My baby said the word “uncle” today. That’s pretty good for a 10-month old tyke, if I do say so myself. But, ironically, she didn’t say it to my brother, and my husband only has one sister. The momentous words were directed specifically toward my ex-husband, now known as ”Uncle Bert.” Welcome to our dysfunctional family.
If “sin” is missing the mark, than ”divorce” is a rupture of the spirit. No one gets married anticipating an excruciating de-domiciling, but life happens, choices are made, and sometimes the best couples separate. Our sin nature permeates what God intended to be a beautiful symbol of the relationship between Christ and the church. The only problem with this lovely metaphor is that people, in all their flaws and selfishness, are part of the equation.
And so we screw up that which was meant to be Holy. Families are ripped apart. Children blow out and bitterness sets in. The lovely bride of Christ is alone, scared and forced to forge ahead into a wilderness of singled exile.
But after the drama recedes, the settlements are fought over, and the custody battle reasonably determined…the fragments of a family must be reassembled. Two roads can be taken – either the road to more disparateness or the less-traveled road to what I like to call “functional dysfunction.”

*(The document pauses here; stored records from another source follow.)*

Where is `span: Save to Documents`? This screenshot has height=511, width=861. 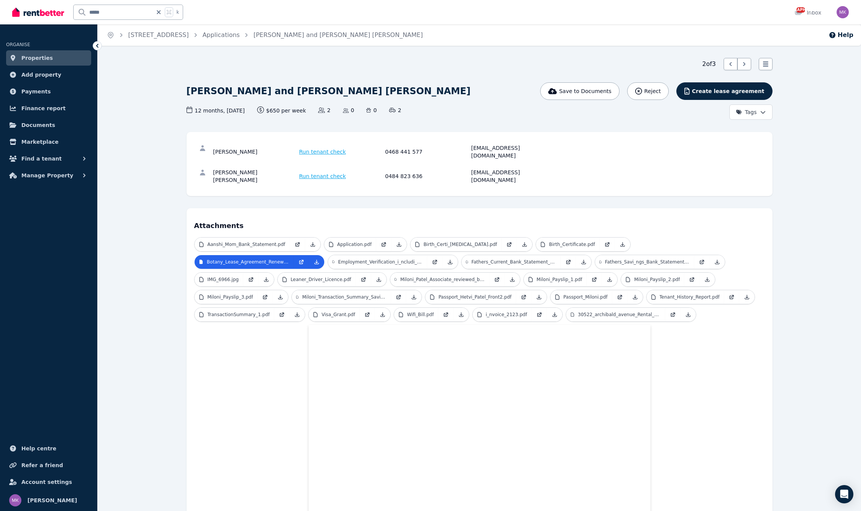 span: Save to Documents is located at coordinates (585, 91).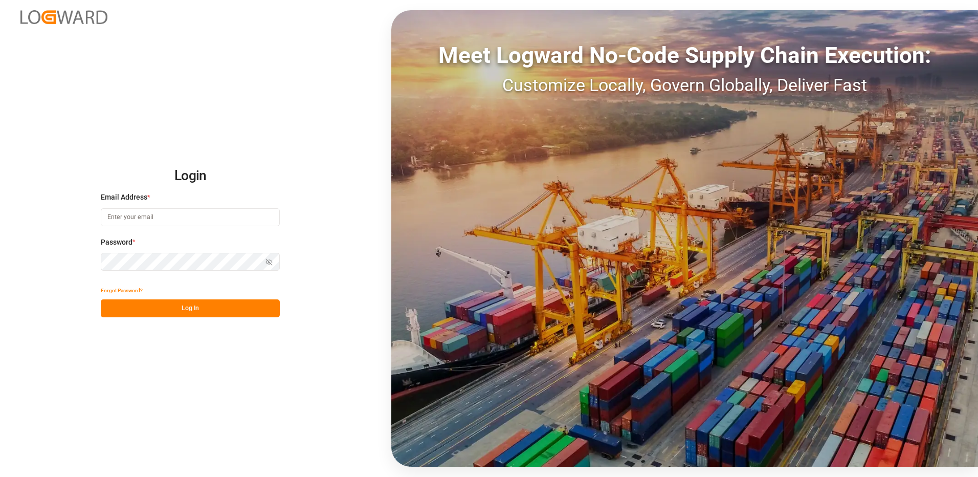 The width and height of the screenshot is (978, 477). I want to click on div: Customize Locally, Govern Globally, Deliver Fast, so click(684, 85).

Right before I remarried, my the- fiance and I were urged to attend blended family counseling. So, off we trotted to hear words that didn’t settle so well in our self-righteous little paradigm. Because I was the abandoned spouse, my demeanor toward my ex was patronizing at best. I had anger buried deep in my heart and my hostility was only fueled with every poor decision my ex-husband made.

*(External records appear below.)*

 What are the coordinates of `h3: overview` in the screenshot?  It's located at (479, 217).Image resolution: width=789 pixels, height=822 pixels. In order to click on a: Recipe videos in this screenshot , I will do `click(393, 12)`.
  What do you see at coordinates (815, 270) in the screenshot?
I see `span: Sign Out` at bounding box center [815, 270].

But the counsel we received forced us to reconsider, reflect and move in a counter-cultural direction. We were told that our relationship with my ex-husband would determine our relationship with the children. Our love for their father would be an indirect method of communicating love to them. And that every natural tendency to push him away would only end up shooting us and our children in the foot.

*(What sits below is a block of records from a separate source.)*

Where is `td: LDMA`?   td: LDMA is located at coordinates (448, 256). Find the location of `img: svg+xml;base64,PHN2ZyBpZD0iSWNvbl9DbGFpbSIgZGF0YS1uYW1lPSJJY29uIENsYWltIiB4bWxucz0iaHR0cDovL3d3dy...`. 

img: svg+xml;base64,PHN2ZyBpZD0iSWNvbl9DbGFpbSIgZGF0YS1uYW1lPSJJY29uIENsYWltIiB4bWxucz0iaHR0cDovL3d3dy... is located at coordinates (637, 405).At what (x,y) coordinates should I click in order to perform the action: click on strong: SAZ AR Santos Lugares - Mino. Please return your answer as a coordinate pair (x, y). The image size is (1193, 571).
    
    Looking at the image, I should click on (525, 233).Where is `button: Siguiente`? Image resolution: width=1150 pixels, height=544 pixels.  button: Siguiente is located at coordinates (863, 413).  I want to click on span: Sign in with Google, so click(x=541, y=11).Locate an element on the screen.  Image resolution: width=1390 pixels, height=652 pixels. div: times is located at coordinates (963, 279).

Thus followed a year of moving toward the very thing I wanted to run from. I stopped arguing, stopped sniping, and moved at my ex-husband with brotherly love. When he lost his car, my husband and I made a committment to help drive him to our kids' games and practices so he could continue coaching our son in football. Leaving work early three days a week to pick up my ex-husband did not come naturally. Every trip was laced with prayer and surrender, but God was moving and my heart slowly softened. As my husband drove him home some nights after practice, their relationship grew stronger as well.
Later that year, my ex-husband remarried and his wife invited us for a shared Father’s Day celebration. It was a sweet acknowledgement that the war had ceased and two broken pieces were fusing into one reconstructed family, albeit … larger and messier than before.
Now, almost three years later, we have established what I like to call a good working relationship in the parenting realm. We think of my ex-husband as our brother, and care for him like he is a part of the family. Accepting the good and bad as we would any sibling ,and loving the way Christ loves us, without restrictions for our frailties.
I can honestly say my heart has changed, slowly and unwillingly at times, but the process has allowed me to walk free of the burden that so heavily weighed me down for years. And so our new baby, the child of my second marriage, has a new “Uncle” and a big confusing family that someday we will have to explain.
“Sweetheart, your sister’s daddy is your uncle.” Yeah, I can’t wait for that conversation.
But, in God’s economy it seems to make perfect sense!